The Environmental Demography Network (EDeN) is a research group dedicated to understanding the complex interactions between humans and their environments.
The human system includes social, economic, political, and behavioral components; the environment is built, biological, geophysical, and chemical; and the interactions include dynamics, processes, and feedbacks. Our EDeN Research Group develop and apply innovative spatial, qualitative, and big data methods to traditional and non-traditional data.
Our mission is to develop solutions—social, economic, institutional, infrastructural, ecological—to help all actors reduce their carbon emissions AND help a diverse range of populations become more resilient to environmental changes.
Pursuing Opportunities for Long-term Arctic Resilience for Infrastructure and Society
This transdisciplinary project serves as a platform to integrate three convergent research pillars—human-environment hotspots, food security, and migration—with education, local community engagement and outreach, international comparison and collaboration, and external evaluation, in order to create resilient Arctic communities in the face of a changing environment.
Building a cyberinfrastructure to integrate and analyze big contextual and social media data and to generalize for social science research
Based on 60+ terabytes tweets, this project evaluates the (mis)representativeness of Twitter data and develops weights to generalize the data, which will create opportunities for social scientists to take advantage of the rich social media data.
Community-driven innovation for infrastructure development in rural Alaska communities
This project aims to understand the importance of bridges for the well-being of remote communities in Alaska and to develop a protocol for other remote communities to work together to identify and apply funds for constructing, monitoring, and maintaining bridges.
COVID-19 preparedness in remote Alaskan fishing communities facing rapid, massive, seasonal in-migration
In late spring 2020, around 13,000 people were estimated to descend on the Bristol Bay region of Alaska to participate in the world’s most valuable wild salmon fishery. The region’s only hospital has 16 beds and two ventilators to serve a regional population of about 7,000. This project investigates the complexities of a public health crisis in an area economically dependent on a seasonal commercial fishery.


→ **Directions**
Write the data out again in full, with no departure from the original.

→ **Source data**
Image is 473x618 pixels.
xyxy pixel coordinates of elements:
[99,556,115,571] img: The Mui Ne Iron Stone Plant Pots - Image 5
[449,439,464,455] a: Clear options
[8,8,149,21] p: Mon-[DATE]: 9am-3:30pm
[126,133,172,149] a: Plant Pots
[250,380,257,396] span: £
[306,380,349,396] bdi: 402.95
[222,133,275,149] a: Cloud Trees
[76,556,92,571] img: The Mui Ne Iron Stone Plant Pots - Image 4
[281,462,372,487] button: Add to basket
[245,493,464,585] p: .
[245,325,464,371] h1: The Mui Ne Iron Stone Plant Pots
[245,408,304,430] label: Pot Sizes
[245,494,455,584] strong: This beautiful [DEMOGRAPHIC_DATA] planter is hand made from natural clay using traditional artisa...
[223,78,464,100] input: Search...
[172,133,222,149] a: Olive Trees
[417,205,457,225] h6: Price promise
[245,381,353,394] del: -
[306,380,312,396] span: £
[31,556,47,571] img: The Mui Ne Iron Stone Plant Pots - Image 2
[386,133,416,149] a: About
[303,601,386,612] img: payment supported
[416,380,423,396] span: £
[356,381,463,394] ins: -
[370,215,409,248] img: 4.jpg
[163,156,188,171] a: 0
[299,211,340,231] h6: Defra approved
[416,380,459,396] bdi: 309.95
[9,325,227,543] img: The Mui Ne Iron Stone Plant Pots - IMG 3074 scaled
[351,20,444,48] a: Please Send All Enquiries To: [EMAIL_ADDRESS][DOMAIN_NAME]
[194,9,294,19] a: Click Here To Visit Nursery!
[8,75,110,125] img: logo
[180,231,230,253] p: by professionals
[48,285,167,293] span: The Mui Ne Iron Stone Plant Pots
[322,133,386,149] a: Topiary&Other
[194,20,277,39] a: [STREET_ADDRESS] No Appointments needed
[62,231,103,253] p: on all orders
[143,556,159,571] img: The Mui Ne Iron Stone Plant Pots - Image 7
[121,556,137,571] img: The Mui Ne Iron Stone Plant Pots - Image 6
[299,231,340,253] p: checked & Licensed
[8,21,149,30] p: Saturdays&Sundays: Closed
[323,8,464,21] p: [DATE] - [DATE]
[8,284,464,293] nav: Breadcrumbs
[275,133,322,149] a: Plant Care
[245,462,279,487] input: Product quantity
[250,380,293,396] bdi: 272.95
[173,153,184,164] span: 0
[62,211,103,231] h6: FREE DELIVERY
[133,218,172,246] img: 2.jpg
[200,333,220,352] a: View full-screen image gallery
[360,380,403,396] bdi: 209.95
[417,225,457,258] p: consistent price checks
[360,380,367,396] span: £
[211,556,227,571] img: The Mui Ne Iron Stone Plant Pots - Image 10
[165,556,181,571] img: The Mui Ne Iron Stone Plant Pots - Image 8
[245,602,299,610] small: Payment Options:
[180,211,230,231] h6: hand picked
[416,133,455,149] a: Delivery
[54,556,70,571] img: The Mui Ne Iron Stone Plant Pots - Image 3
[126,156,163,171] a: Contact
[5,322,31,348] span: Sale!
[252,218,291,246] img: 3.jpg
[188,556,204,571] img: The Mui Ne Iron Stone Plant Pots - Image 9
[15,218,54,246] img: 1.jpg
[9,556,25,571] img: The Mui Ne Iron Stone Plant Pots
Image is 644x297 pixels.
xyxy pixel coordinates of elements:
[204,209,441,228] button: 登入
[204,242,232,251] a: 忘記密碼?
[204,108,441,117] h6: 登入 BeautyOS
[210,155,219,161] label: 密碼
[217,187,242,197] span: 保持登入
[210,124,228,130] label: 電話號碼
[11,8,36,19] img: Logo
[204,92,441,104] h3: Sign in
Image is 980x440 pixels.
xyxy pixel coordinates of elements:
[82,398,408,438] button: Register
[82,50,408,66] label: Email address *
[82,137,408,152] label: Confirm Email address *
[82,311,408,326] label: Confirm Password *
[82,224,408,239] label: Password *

→ **Solution for this problem**
Image is 473x618 pixels.
xyxy pixel coordinates of elements:
[99,556,115,571] img: The Mui Ne Iron Stone Plant Pots - Image 5
[449,439,464,455] a: Clear options
[8,8,149,21] p: Mon-[DATE]: 9am-3:30pm
[126,133,172,149] a: Plant Pots
[250,380,257,396] span: £
[306,380,349,396] bdi: 402.95
[222,133,275,149] a: Cloud Trees
[76,556,92,571] img: The Mui Ne Iron Stone Plant Pots - Image 4
[281,462,372,487] button: Add to basket
[245,493,464,585] p: .
[245,325,464,371] h1: The Mui Ne Iron Stone Plant Pots
[245,408,304,430] label: Pot Sizes
[245,494,455,584] strong: This beautiful [DEMOGRAPHIC_DATA] planter is hand made from natural clay using traditional artisa...
[223,78,464,100] input: Search...
[172,133,222,149] a: Olive Trees
[417,205,457,225] h6: Price promise
[245,381,353,394] del: -
[306,380,312,396] span: £
[31,556,47,571] img: The Mui Ne Iron Stone Plant Pots - Image 2
[386,133,416,149] a: About
[303,601,386,612] img: payment supported
[416,380,423,396] span: £
[356,381,463,394] ins: -
[370,215,409,248] img: 4.jpg
[163,156,188,171] a: 0
[299,211,340,231] h6: Defra approved
[416,380,459,396] bdi: 309.95
[9,325,227,543] img: The Mui Ne Iron Stone Plant Pots - IMG 3074 scaled
[351,20,444,48] a: Please Send All Enquiries To: [EMAIL_ADDRESS][DOMAIN_NAME]
[194,9,294,19] a: Click Here To Visit Nursery!
[8,75,110,125] img: logo
[180,231,230,253] p: by professionals
[48,285,167,293] span: The Mui Ne Iron Stone Plant Pots
[322,133,386,149] a: Topiary&Other
[194,20,277,39] a: [STREET_ADDRESS] No Appointments needed
[62,231,103,253] p: on all orders
[143,556,159,571] img: The Mui Ne Iron Stone Plant Pots - Image 7
[121,556,137,571] img: The Mui Ne Iron Stone Plant Pots - Image 6
[299,231,340,253] p: checked & Licensed
[8,21,149,30] p: Saturdays&Sundays: Closed
[323,8,464,21] p: [DATE] - [DATE]
[8,284,464,293] nav: Breadcrumbs
[275,133,322,149] a: Plant Care
[245,462,279,487] input: Product quantity
[250,380,293,396] bdi: 272.95
[173,153,184,164] span: 0
[62,211,103,231] h6: FREE DELIVERY
[133,218,172,246] img: 2.jpg
[200,333,220,352] a: View full-screen image gallery
[360,380,403,396] bdi: 209.95
[417,225,457,258] p: consistent price checks
[360,380,367,396] span: £
[211,556,227,571] img: The Mui Ne Iron Stone Plant Pots - Image 10
[165,556,181,571] img: The Mui Ne Iron Stone Plant Pots - Image 8
[245,602,299,610] small: Payment Options:
[180,211,230,231] h6: hand picked
[416,133,455,149] a: Delivery
[54,556,70,571] img: The Mui Ne Iron Stone Plant Pots - Image 3
[126,156,163,171] a: Contact
[5,322,31,348] span: Sale!
[252,218,291,246] img: 3.jpg
[188,556,204,571] img: The Mui Ne Iron Stone Plant Pots - Image 9
[15,218,54,246] img: 1.jpg
[9,556,25,571] img: The Mui Ne Iron Stone Plant Pots
Image is 644x297 pixels.
xyxy pixel coordinates of elements:
[204,209,441,228] button: 登入
[204,242,232,251] a: 忘記密碼?
[204,108,441,117] h6: 登入 BeautyOS
[210,155,219,161] label: 密碼
[217,187,242,197] span: 保持登入
[210,124,228,130] label: 電話號碼
[11,8,36,19] img: Logo
[204,92,441,104] h3: Sign in
Image is 980x440 pixels.
xyxy pixel coordinates of elements:
[82,398,408,438] button: Register
[82,50,408,66] label: Email address *
[82,137,408,152] label: Confirm Email address *
[82,311,408,326] label: Confirm Password *
[82,224,408,239] label: Password *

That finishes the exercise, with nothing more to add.